Boston Dynamics’ Spot robot looks like a scary Jim Henson puppet in this Rolling Stones tribute

Mick Jagger, an old snake hips, has found his robotic match. Boston Dynamics released a tribute video to The Rolling Stones' 1981 hit Start Me Up. The video featured band members being replaced by robots from the company's quadrupedal Spot.
As with all things Boston Dynamics, it is:

Cool

Creepy

This is a sign of a horrible future where robot dogs equipped with knives will hunt people on the streets.

A sign of a great future where people, I don't know, dance with robot dogs is this?

You can choose any episode, but please don't mention Black Mirror. You're probably familiar with the one I am referring to. Everyone has already made the same comparison, and no one cares.

This video, more prosaically speaking, is a demonstration of Spot's mobility and Boston Dynamics' ongoing desire to make their robots fun. This company has a problem with its PR because robot quadrupeds are so closely linked to their products that people still shout from social media that Boston Dynamics is sick!

Boston Dynamics seems to be more interested in selling robots to businesses customers to help them survey factories, power plants and mines. You can see the three videos that Boston Dynamics uploaded prior to the Rolling Servos initiative.

This is not to suggest that Boston Dynamics is an indifferent bystander when it involves the deployment of robotics by law enforcement and military personnel. Many believe this adds to the dangers facing these professions. It is happy to supply cops with Spot robotics and even tested them with the French army. It does have a no weapons policy on robots, which is something that many of its peers don't.

However, if you are tazed 30 years from now by a robot dog because it isn't mining steel fast enough for Bezos' third space mansion, keep in mind that the machine may have once dreamed of becoming a dancer.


Work instructions
Below are records; output all of them exactly.

Records from a collection:
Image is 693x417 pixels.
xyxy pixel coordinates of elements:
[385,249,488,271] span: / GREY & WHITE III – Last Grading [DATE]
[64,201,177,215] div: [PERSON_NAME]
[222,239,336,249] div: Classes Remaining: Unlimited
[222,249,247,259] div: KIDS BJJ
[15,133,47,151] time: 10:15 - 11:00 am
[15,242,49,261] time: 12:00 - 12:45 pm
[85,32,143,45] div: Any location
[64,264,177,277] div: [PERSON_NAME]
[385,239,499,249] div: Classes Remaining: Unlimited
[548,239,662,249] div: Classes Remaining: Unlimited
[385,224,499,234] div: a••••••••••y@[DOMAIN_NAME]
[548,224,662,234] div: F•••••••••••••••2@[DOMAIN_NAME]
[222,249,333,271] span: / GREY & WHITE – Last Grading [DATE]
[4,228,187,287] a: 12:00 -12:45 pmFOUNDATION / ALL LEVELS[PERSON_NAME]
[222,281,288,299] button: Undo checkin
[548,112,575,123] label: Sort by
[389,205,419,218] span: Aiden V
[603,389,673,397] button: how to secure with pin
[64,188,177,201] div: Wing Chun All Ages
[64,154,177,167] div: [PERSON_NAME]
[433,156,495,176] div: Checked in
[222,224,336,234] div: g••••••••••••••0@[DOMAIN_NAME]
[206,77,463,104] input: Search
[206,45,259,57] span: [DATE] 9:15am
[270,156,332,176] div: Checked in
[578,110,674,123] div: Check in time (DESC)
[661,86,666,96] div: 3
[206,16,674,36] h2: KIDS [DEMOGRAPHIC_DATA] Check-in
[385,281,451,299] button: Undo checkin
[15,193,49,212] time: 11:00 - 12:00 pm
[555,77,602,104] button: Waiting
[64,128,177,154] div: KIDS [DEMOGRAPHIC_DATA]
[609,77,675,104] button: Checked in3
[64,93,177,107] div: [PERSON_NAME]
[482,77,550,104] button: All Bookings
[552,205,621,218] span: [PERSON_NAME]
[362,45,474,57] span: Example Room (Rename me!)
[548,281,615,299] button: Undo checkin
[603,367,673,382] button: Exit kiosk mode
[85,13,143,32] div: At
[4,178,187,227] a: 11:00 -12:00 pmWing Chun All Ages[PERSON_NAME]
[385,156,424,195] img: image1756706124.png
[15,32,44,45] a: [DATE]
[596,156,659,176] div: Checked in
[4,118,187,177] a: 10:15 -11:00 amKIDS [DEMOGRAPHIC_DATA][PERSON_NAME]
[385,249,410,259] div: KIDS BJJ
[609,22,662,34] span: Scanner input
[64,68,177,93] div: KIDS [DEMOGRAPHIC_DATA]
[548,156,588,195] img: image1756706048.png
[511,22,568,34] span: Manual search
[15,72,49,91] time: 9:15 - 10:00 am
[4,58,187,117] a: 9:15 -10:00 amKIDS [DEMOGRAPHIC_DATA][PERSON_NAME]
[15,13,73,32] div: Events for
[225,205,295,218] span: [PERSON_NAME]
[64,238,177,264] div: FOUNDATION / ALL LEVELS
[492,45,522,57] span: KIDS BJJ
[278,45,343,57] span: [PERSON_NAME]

Answer area
Image is 693x417 pixels.
xyxy pixel coordinates of elements:
[385,249,488,271] span: / GREY & WHITE III – Last Grading [DATE]
[64,201,177,215] div: [PERSON_NAME]
[222,239,336,249] div: Classes Remaining: Unlimited
[222,249,247,259] div: KIDS BJJ
[15,133,47,151] time: 10:15 - 11:00 am
[15,242,49,261] time: 12:00 - 12:45 pm
[85,32,143,45] div: Any location
[64,264,177,277] div: [PERSON_NAME]
[385,239,499,249] div: Classes Remaining: Unlimited
[548,239,662,249] div: Classes Remaining: Unlimited
[385,224,499,234] div: a••••••••••y@[DOMAIN_NAME]
[548,224,662,234] div: F•••••••••••••••2@[DOMAIN_NAME]
[222,249,333,271] span: / GREY & WHITE – Last Grading [DATE]
[4,228,187,287] a: 12:00 -12:45 pmFOUNDATION / ALL LEVELS[PERSON_NAME]
[222,281,288,299] button: Undo checkin
[548,112,575,123] label: Sort by
[389,205,419,218] span: Aiden V
[603,389,673,397] button: how to secure with pin
[64,188,177,201] div: Wing Chun All Ages
[64,154,177,167] div: [PERSON_NAME]
[433,156,495,176] div: Checked in
[222,224,336,234] div: g••••••••••••••0@[DOMAIN_NAME]
[206,77,463,104] input: Search
[206,45,259,57] span: [DATE] 9:15am
[270,156,332,176] div: Checked in
[578,110,674,123] div: Check in time (DESC)
[661,86,666,96] div: 3
[206,16,674,36] h2: KIDS [DEMOGRAPHIC_DATA] Check-in
[385,281,451,299] button: Undo checkin
[15,193,49,212] time: 11:00 - 12:00 pm
[555,77,602,104] button: Waiting
[64,128,177,154] div: KIDS [DEMOGRAPHIC_DATA]
[609,77,675,104] button: Checked in3
[64,93,177,107] div: [PERSON_NAME]
[482,77,550,104] button: All Bookings
[552,205,621,218] span: [PERSON_NAME]
[362,45,474,57] span: Example Room (Rename me!)
[548,281,615,299] button: Undo checkin
[603,367,673,382] button: Exit kiosk mode
[85,13,143,32] div: At
[4,178,187,227] a: 11:00 -12:00 pmWing Chun All Ages[PERSON_NAME]
[385,156,424,195] img: image1756706124.png
[15,32,44,45] a: [DATE]
[596,156,659,176] div: Checked in
[4,118,187,177] a: 10:15 -11:00 amKIDS [DEMOGRAPHIC_DATA][PERSON_NAME]
[385,249,410,259] div: KIDS BJJ
[609,22,662,34] span: Scanner input
[64,68,177,93] div: KIDS [DEMOGRAPHIC_DATA]
[548,156,588,195] img: image1756706048.png
[511,22,568,34] span: Manual search
[15,72,49,91] time: 9:15 - 10:00 am
[4,58,187,117] a: 9:15 -10:00 amKIDS [DEMOGRAPHIC_DATA][PERSON_NAME]
[15,13,73,32] div: Events for
[225,205,295,218] span: [PERSON_NAME]
[64,238,177,264] div: FOUNDATION / ALL LEVELS
[492,45,522,57] span: KIDS BJJ
[278,45,343,57] span: [PERSON_NAME]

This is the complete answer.